[588] in Athena User Interface
Re: gnome configuration
daemon@ATHENA.MIT.EDU (Greg Hudson)
Sat Jan 6 07:28:40 2001
Message-Id: <200101061228.HAA05350@egyptian-gods.MIT.EDU>
To: Richard Tibbetts <tibbetts@MIT.EDU>
cc: source-reviewers@MIT.EDU, aui@MIT.EDU
In-Reply-To: Your message of "Sat, 06 Jan 2001 01:47:53 EST."
<200101060647.BAA14369@multics.mit.edu>
Date: Sat, 06 Jan 2001 07:28:34 -0500
From: Greg Hudson <ghudson@MIT.EDU>
> Another issue this brings to mind is that GNOME explodes in a shower
> of gore if it can't write to dotfiles because of quota (and possibly
> also because of tickets running out). IIRC there is no way for
> exceptions to propogate up in the gnome_config system, and even if
> there is most apps don't check them.
You are correct; gnome_config_set_* does not check for errors when it
writes out new profiles. It also doesn't use temporary files to do
updates; it just opens the profile for writing, dumps the contents,
and closes it. (It does at least check that the open for writing
succeeded, and silently does nothing if that happens.)

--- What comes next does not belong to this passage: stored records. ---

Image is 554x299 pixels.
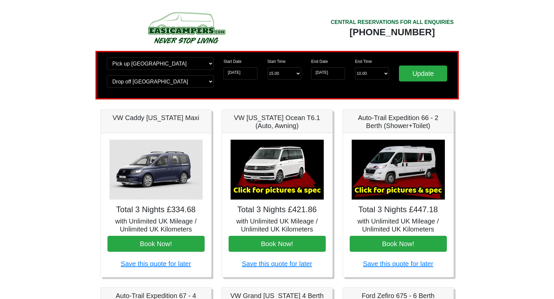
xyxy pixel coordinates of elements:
input: Update [399,66,448,82]
h4: Total 3 Nights £447.18 [350,205,447,215]
h4: Total 3 Nights £421.86 [229,205,326,215]
div: [PHONE_NUMBER] [331,26,454,38]
label: Start Time [268,59,286,65]
h5: VW [US_STATE] Ocean T6.1 (Auto, Awning) [229,114,326,130]
label: End Time [355,59,372,65]
label: End Date [311,59,328,65]
h5: with Unlimited UK Mileage / Unlimited UK Kilometers [108,217,205,233]
img: VW California Ocean T6.1 (Auto, Awning) [231,140,324,200]
img: VW Caddy California Maxi [110,140,203,200]
label: Start Date [224,59,242,65]
input: Start Date [224,67,258,80]
h5: VW Caddy [US_STATE] Maxi [108,114,205,122]
h5: with Unlimited UK Mileage / Unlimited UK Kilometers [229,217,326,233]
a: Save this quote for later [121,260,191,268]
button: Book Now! [108,236,205,252]
h5: with Unlimited UK Mileage / Unlimited UK Kilometers [350,217,447,233]
h4: Total 3 Nights £334.68 [108,205,205,215]
a: Save this quote for later [363,260,434,268]
h5: Auto-Trail Expedition 66 - 2 Berth (Shower+Toilet) [350,114,447,130]
img: campers-checkout-logo.png [123,9,250,46]
div: CENTRAL RESERVATIONS FOR ALL ENQUIRIES [331,18,454,26]
input: Return Date [311,67,345,80]
button: Book Now! [350,236,447,252]
button: Book Now! [229,236,326,252]
img: Auto-Trail Expedition 66 - 2 Berth (Shower+Toilet) [352,140,445,200]
a: Save this quote for later [242,260,312,268]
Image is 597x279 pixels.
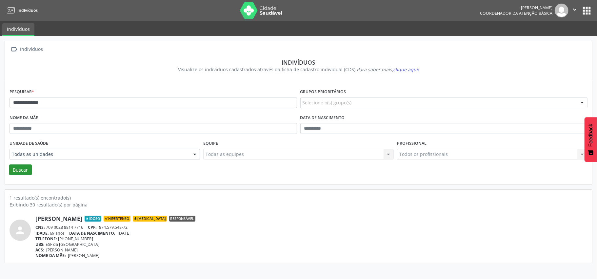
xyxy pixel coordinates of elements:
[17,8,38,13] span: Indivíduos
[480,10,552,16] span: Coordenador da Atenção Básica
[588,124,594,147] span: Feedback
[104,215,130,221] span: Hipertenso
[35,230,49,236] span: IDADE:
[47,247,78,252] span: [PERSON_NAME]
[169,215,195,221] span: Responsável
[10,87,34,97] label: Pesquisar
[397,138,426,148] label: Profissional
[568,4,581,17] button: 
[118,230,130,236] span: [DATE]
[571,6,578,13] i: 
[300,113,345,123] label: Data de nascimento
[303,99,352,106] span: Selecione o(s) grupo(s)
[85,215,101,221] span: Idoso
[5,5,38,16] a: Indivíduos
[203,138,218,148] label: Equipe
[357,66,419,72] i: Para saber mais,
[35,224,587,230] div: 709 0028 8814 7716
[9,164,32,175] button: Buscar
[10,138,48,148] label: Unidade de saúde
[393,66,419,72] span: clique aqui!
[68,252,100,258] span: [PERSON_NAME]
[10,45,19,54] i: 
[35,215,82,222] a: [PERSON_NAME]
[584,117,597,162] button: Feedback - Mostrar pesquisa
[300,87,346,97] label: Grupos prioritários
[88,224,97,230] span: CPF:
[10,201,587,208] div: Exibindo 30 resultado(s) por página
[10,113,38,123] label: Nome da mãe
[35,230,587,236] div: 69 anos
[19,45,44,54] div: Indivíduos
[10,194,587,201] div: 1 resultado(s) encontrado(s)
[14,59,583,66] div: Indivíduos
[35,236,57,241] span: TELEFONE:
[10,45,44,54] a:  Indivíduos
[35,241,45,247] span: UBS:
[35,252,66,258] span: NOME DA MÃE:
[14,224,26,236] i: person
[35,241,587,247] div: ESF da [GEOGRAPHIC_DATA]
[99,224,128,230] span: 874.579.548-72
[14,66,583,73] div: Visualize os indivíduos cadastrados através da ficha de cadastro individual (CDS).
[133,215,167,221] span: [MEDICAL_DATA]
[35,236,587,241] div: [PHONE_NUMBER]
[2,23,34,36] a: Indivíduos
[581,5,592,16] button: apps
[35,247,44,252] span: ACS:
[12,151,187,157] span: Todas as unidades
[69,230,116,236] span: DATA DE NASCIMENTO:
[35,224,45,230] span: CNS:
[480,5,552,10] div: [PERSON_NAME]
[555,4,568,17] img: img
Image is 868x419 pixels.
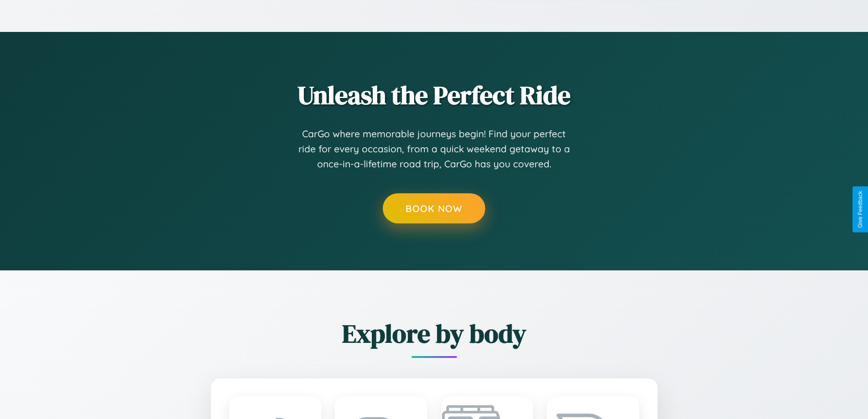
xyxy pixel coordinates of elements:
h2: Unleash the Perfect Ride [161,77,708,113]
button: Book Now [383,193,485,224]
div: Give Feedback [857,191,864,228]
p: CarGo where memorable journeys begin! Find your perfect ride for every occasion, from a quick wee... [298,126,571,172]
h2: Explore by body [161,316,708,351]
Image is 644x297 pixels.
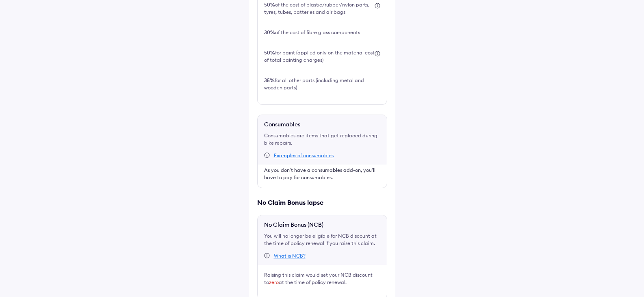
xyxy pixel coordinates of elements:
[264,50,275,56] b: 50%
[264,2,275,8] b: 50%
[264,29,275,35] b: 30%
[274,152,334,159] div: Examples of consumables
[375,51,381,56] img: icon
[269,279,279,285] span: zero
[264,29,360,36] div: of the cost of fibre glass components
[264,1,375,16] div: of the cost of plastic/rubber/nylon parts, tyres, tubes, batteries and air bags
[274,252,305,259] div: What is NCB?
[257,198,387,207] div: No Claim Bonus lapse
[264,49,375,64] div: for paint (applied only on the material cost of total painting charges)
[375,3,381,9] img: icon
[264,77,381,91] div: for all other parts (including metal and wooden parts)
[264,77,275,83] b: 35%
[264,271,381,286] div: Raising this claim would set your NCB discount to at the time of policy renewal.
[264,166,381,181] div: As you don't have a consumables add-on, you'll have to pay for consumables.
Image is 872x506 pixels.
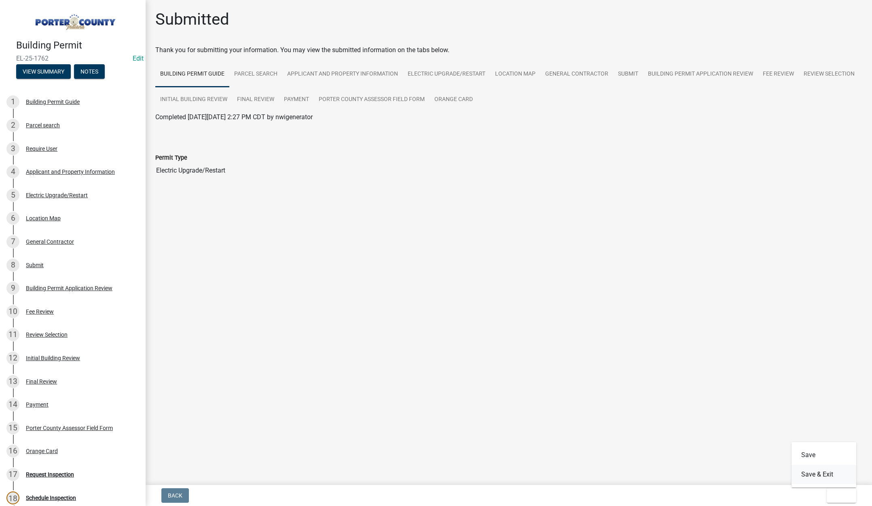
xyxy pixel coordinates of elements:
button: Save [792,446,856,465]
div: Thank you for submitting your information. You may view the submitted information on the tabs below. [155,45,862,55]
a: Payment [279,87,314,113]
a: Location Map [490,61,540,87]
div: Location Map [26,216,61,221]
div: 10 [6,305,19,318]
div: 5 [6,189,19,202]
div: Final Review [26,379,57,385]
div: Orange Card [26,449,58,454]
div: 4 [6,165,19,178]
div: 11 [6,328,19,341]
a: Review Selection [799,61,860,87]
h4: Building Permit [16,40,139,51]
button: Back [161,489,189,503]
a: General Contractor [540,61,613,87]
wm-modal-confirm: Summary [16,69,71,75]
div: 2 [6,119,19,132]
div: Fee Review [26,309,54,315]
img: Porter County, Indiana [16,8,133,31]
div: Applicant and Property Information [26,169,115,175]
span: Completed [DATE][DATE] 2:27 PM CDT by nwigenerator [155,113,313,121]
wm-modal-confirm: Edit Application Number [133,55,144,62]
a: Orange Card [430,87,478,113]
a: Building Permit Application Review [643,61,758,87]
div: 6 [6,212,19,225]
div: Building Permit Application Review [26,286,112,291]
div: Require User [26,146,57,152]
div: 17 [6,468,19,481]
button: Exit [827,489,856,503]
button: Save & Exit [792,465,856,485]
a: Porter County Assessor Field Form [314,87,430,113]
a: Electric Upgrade/Restart [403,61,490,87]
div: Porter County Assessor Field Form [26,426,113,431]
a: Submit [613,61,643,87]
a: Edit [133,55,144,62]
div: Electric Upgrade/Restart [26,193,88,198]
div: Initial Building Review [26,356,80,361]
div: 1 [6,95,19,108]
div: 7 [6,235,19,248]
a: Building Permit Guide [155,61,229,87]
label: Permit Type [155,155,187,161]
div: 3 [6,142,19,155]
button: View Summary [16,64,71,79]
a: Final Review [232,87,279,113]
div: 14 [6,398,19,411]
span: Exit [833,493,845,499]
wm-modal-confirm: Notes [74,69,105,75]
div: 12 [6,352,19,365]
a: Initial Building Review [155,87,232,113]
div: Schedule Inspection [26,496,76,501]
a: Fee Review [758,61,799,87]
div: 8 [6,259,19,272]
span: Back [168,493,182,499]
a: Parcel search [229,61,282,87]
div: Request Inspection [26,472,74,478]
div: 18 [6,492,19,505]
div: Payment [26,402,49,408]
div: General Contractor [26,239,74,245]
div: Parcel search [26,123,60,128]
div: 13 [6,375,19,388]
div: 9 [6,282,19,295]
a: Applicant and Property Information [282,61,403,87]
div: Review Selection [26,332,68,338]
div: Submit [26,263,44,268]
div: 16 [6,445,19,458]
div: Exit [792,443,856,488]
h1: Submitted [155,10,229,29]
span: EL-25-1762 [16,55,129,62]
button: Notes [74,64,105,79]
div: Building Permit Guide [26,99,80,105]
div: 15 [6,422,19,435]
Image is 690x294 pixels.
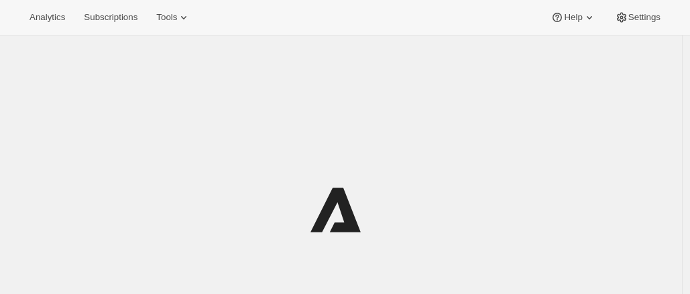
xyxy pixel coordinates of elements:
span: Tools [156,12,177,23]
span: Analytics [30,12,65,23]
span: Subscriptions [84,12,137,23]
button: Tools [148,8,198,27]
button: Settings [607,8,668,27]
button: Analytics [21,8,73,27]
span: Help [564,12,582,23]
span: Settings [628,12,660,23]
button: Subscriptions [76,8,145,27]
button: Help [542,8,603,27]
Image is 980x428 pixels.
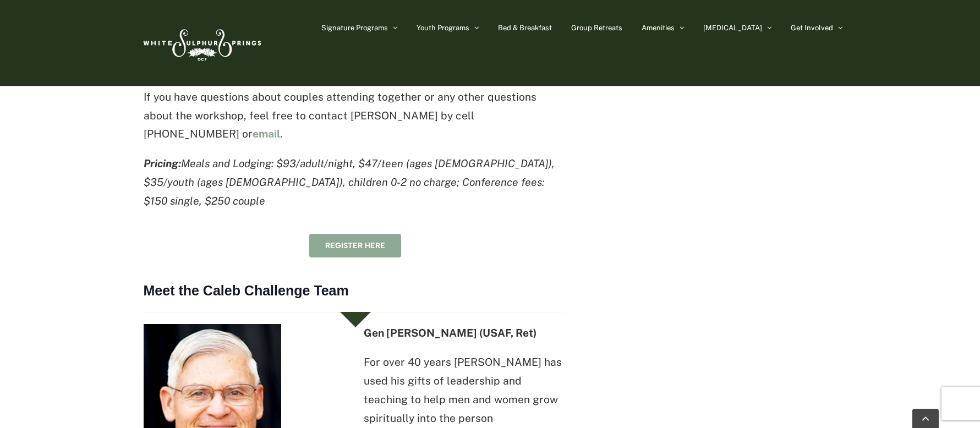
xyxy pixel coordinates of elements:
[417,24,469,31] span: Youth Programs
[321,24,389,31] span: Signature Programs
[144,283,567,298] h3: Meet the Caleb Challenge Team
[703,24,762,31] span: [MEDICAL_DATA]
[571,24,623,31] span: Group Retreats
[144,157,181,170] strong: Pricing:
[310,234,401,257] a: Caleb Challenge Career Transition Strategies Workshop
[325,241,386,250] span: Register here
[138,17,265,69] img: White Sulphur Springs Logo
[364,327,537,339] strong: Gen [PERSON_NAME] (USAF, Ret)
[253,127,280,140] a: email
[144,88,567,144] p: If you have questions about couples attending together or any other questions about the workshop,...
[144,157,555,207] em: Meals and Lodging: $93/adult/night, $47/teen (ages [DEMOGRAPHIC_DATA]), $35/youth (ages [DEMOGRAP...
[791,24,833,31] span: Get Involved
[498,24,552,31] span: Bed & Breakfast
[642,24,675,31] span: Amenities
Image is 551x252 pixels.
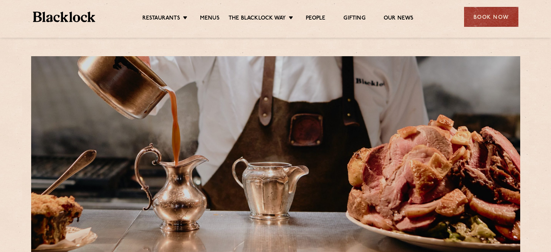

Usually, losing tokens or going over quota will simply result in
failures to store configuration information (that is, the open for
writing will fail). However, under rare circumstances, a profile
could be truncated to a zero-length file--if the user's tokens expire
between the open and close operations, or if the user manages to go
over quota and exceed the AFS 10% margin between the open and close
operations.
Here are some possible ways of addressing the problem:
* It doesn't look like it would be very hard or very invasive
to hack gnome-config.c to safely update profiles using
temporary files. We could even try to submit the patches
upstream. The only hard issue would be picking temporary
filenames, and the only downside would be that symlinks
under ~/.gnome would get clobbered.
* I think we should actually ditch the packs/dotfiles/gnome I
just submitted and instead modify panel to produce the
Athena panel configuration if no panels are configured.
(For those who don't know, panel's default configuration is
hardcoded programmatically into panel.) That way, if panel
manages to eat its dotfiles, the user will at least wind up
with a sane setup. And it takes away some complexity from
the default dotfiles, which is generally a good thing.
Theoretically, the first measure alone should be enough to solve the
problem, but I like the robustness afforded by the second measure.